Effort is often viewed as one component of the broader construct of school engagement (Fredricks et al., 2004). Within the literature on school engagement, effort is considered to be an aspect of both cognitive and
behavioral engagement. Cognitive engagement refers to students’ psychological investment; it consists of willingness to exert the energy required to
understand and master an activity or task. Behavioral engagement draws on the idea of participation; it refers to students’ actual execution of an activity or task in school. As a whole, effort is the behavioral manifestation of engagement defined as “students’ energized, enthusiastic, emotionally positive, cognitively focused interactions with academic activities” (Kindermann, 2007, p. 1186). The methodological implication in applying this definition is that these cognitively focused interactions should be observable. We used this criterion in selecting articles for this review (as described earlier) and identifying conceptual dimensions from the literature.1
Given the range of behaviors observed across the 32 studies, the definitions used by the researchers reflect different dimensions of effort guided by the aims of their own individual research questions, rather than a particular theoretical perspective. Nevertheless, we identified two conceptual dimensions most frequently described: degree of effort and degree of specificity. As a means to develop guidelines for assessing measurement properties of this construct, we briefly define and discuss each of these dimensions in turn.
1 Discerning (or arguing) whether effort is distinct from engagement or a component of
engagement is beyond the scope of this chapter. We instead adopt the directive from the engagement literature that effort comprises observable behaviors. We only draw on concepts and themes from the engagement literature insofar as they help elucidate our understanding of effort.
Degree of Effort
Degree of effort involves the “overall amount of energy or work expended over the course of learning” (Agbuga & Xiang, 2008, p. 181). The exertion of energy requires that students meet at least the minimum requirements for a given class or task (such as showing up to social studies class on time) and express motivation for and a personal investment in the given class or task (such as working hard on assignments in social studies class). Not all levels of effort put forth by students are the same, and therefore the literature differentiates effort according to degree, or procedural versus substantive effort. In general, procedural effort focuses on the completion of a task, whereas substantive effort focuses on active involvement in the task. Procedural effort consists of completing a learning/academic task, complying with school and classroom rules, and exerting the minimal adequate effort needed to function and to progress through school. Examples of procedural effort include coming to class on time, completing homework assignments, and paying attention during class. Substantive effort reflects moving beyond mere compliance toward taking an active role in learning, such as taking the lead on class projects, spending extra time studying for exams and quizzes, and generally working hard in school.
Some researchers contend that only substantive behaviors can truly be considered effort (e.g., Lee & Anderson, 1993).2 However, we adopt the
procedural-substantive distinction because studies of effort use this distinction when discerning different forms of behavioral engagement to maintain conceptual consistency with this established literature. In addition, we feel there is not enough empirical evidence or theoretical guidance to discount procedural behaviors as indicators of effort.
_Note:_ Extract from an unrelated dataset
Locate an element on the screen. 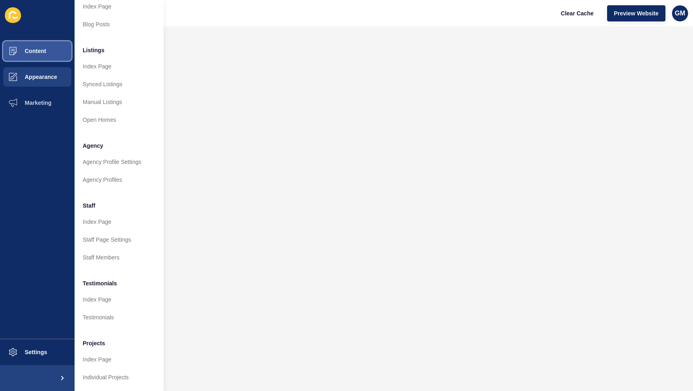 The image size is (693, 391). span: Testimonials is located at coordinates (100, 284).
In general, studies measuring compliance/cooperation measured procedural effort, whereas those measuring active participation/working hard measured substantive effort.
To capture the full range of behaviors used to measure effort, we also identify measures of noncompliance. Noncompliance refers to behaviors that disrupt one’s ability to exert effort, such as not coming to class on time, not completing homework assignments, or daydreaming during class. These measures indicate a lack of effort and are used as proxies for student disengagement in the studies that we reviewed.
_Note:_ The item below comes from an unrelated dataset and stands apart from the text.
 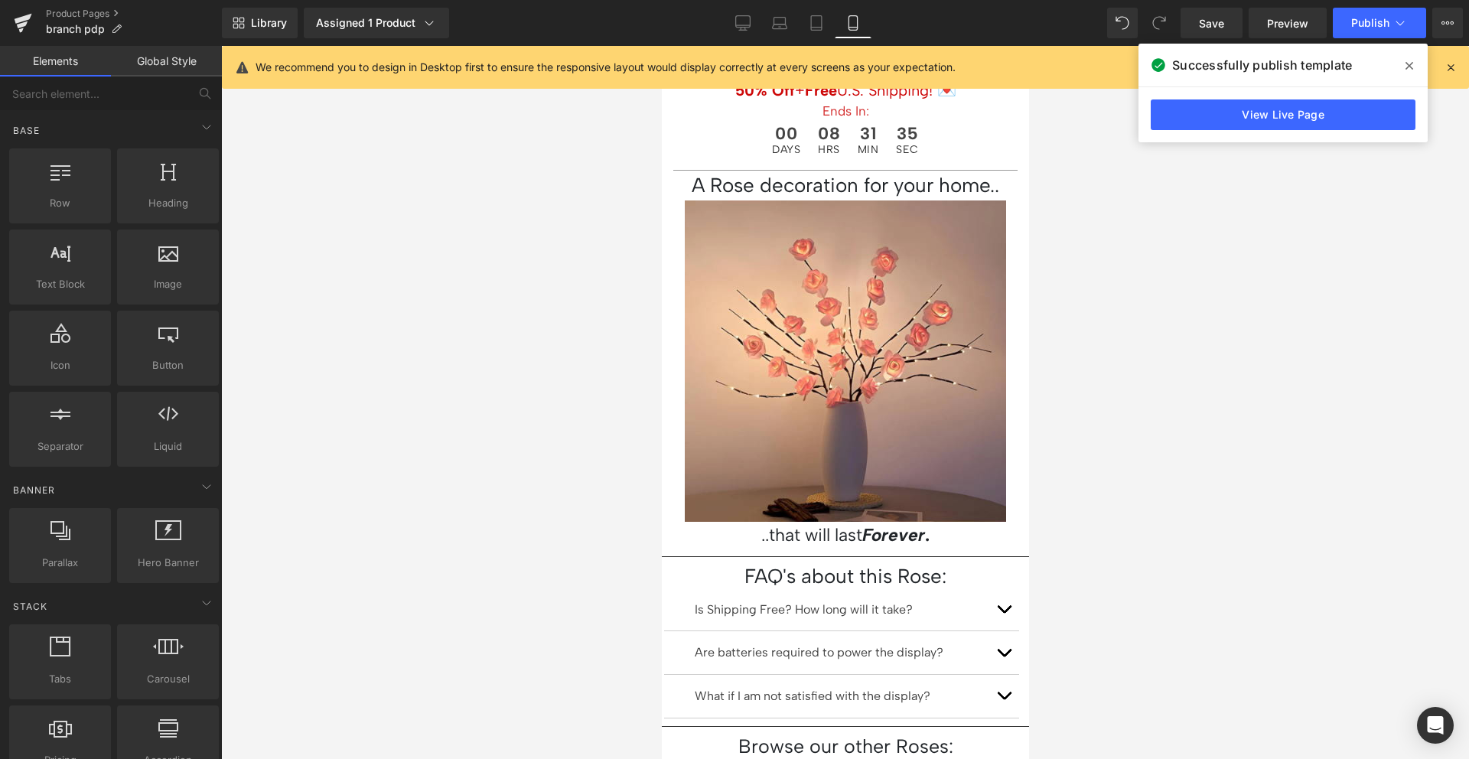 I want to click on span: Publish, so click(x=1370, y=23).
2 Lee and Anderson (1993) contend that “students who engage in tasks in a superficial manner
may be responding rationally to a situation that affords them no real opportunity for deeper understanding” (p. 596). We present measures of both procedural and substantive effort for completeness.
Degree of Specificity
The second conceptual dimension of effort identified in the literature is degree of task specificity. We identified two levels of task specificity: task- oriented behaviors and general achievement behaviors. Task-oriented behaviors are particular to an isolated problem or project, whereas general achievement behaviors pertain to effort exerted to do well in school overall or in a particular class overall. Gilmore, Cuskelly, and Purdie (2003) further define task-oriented effort as mastery motivation, or the persistent manner in which a student “solve[s] a problem or master[s] a skill or task which is at least moderately challenging for him or for her” (p. 412). In some cases, the researchers likened task-oriented effort to the concept of flow—complete concentration, absorption, and focus when performing a specific activity (Ainley et al., 2008; Shernoff & Vandell, 2007). Consider a student taking high school algebra. This particular student gets the highest scores in her class but on one morning she becomes stuck on a difficult algebra problem, and she spends most of the class time reviewing her notes and revisiting the text to figure it out. She is completely consumed in the problem and pays no attention to the side conversations of the students sitting next to her. The next day when she comes to class, it is back to her regular routine of breezing through her algebra coursework because she already learned most of the concepts in pre- algebra. If one were to ask this student how hard she worked on the difficult algebra problem today as opposed to how hard she worked in school today, very different responses may result. This variation in the specificity of the question has direct bearing on how effort is measured, a topic we take up in the next section.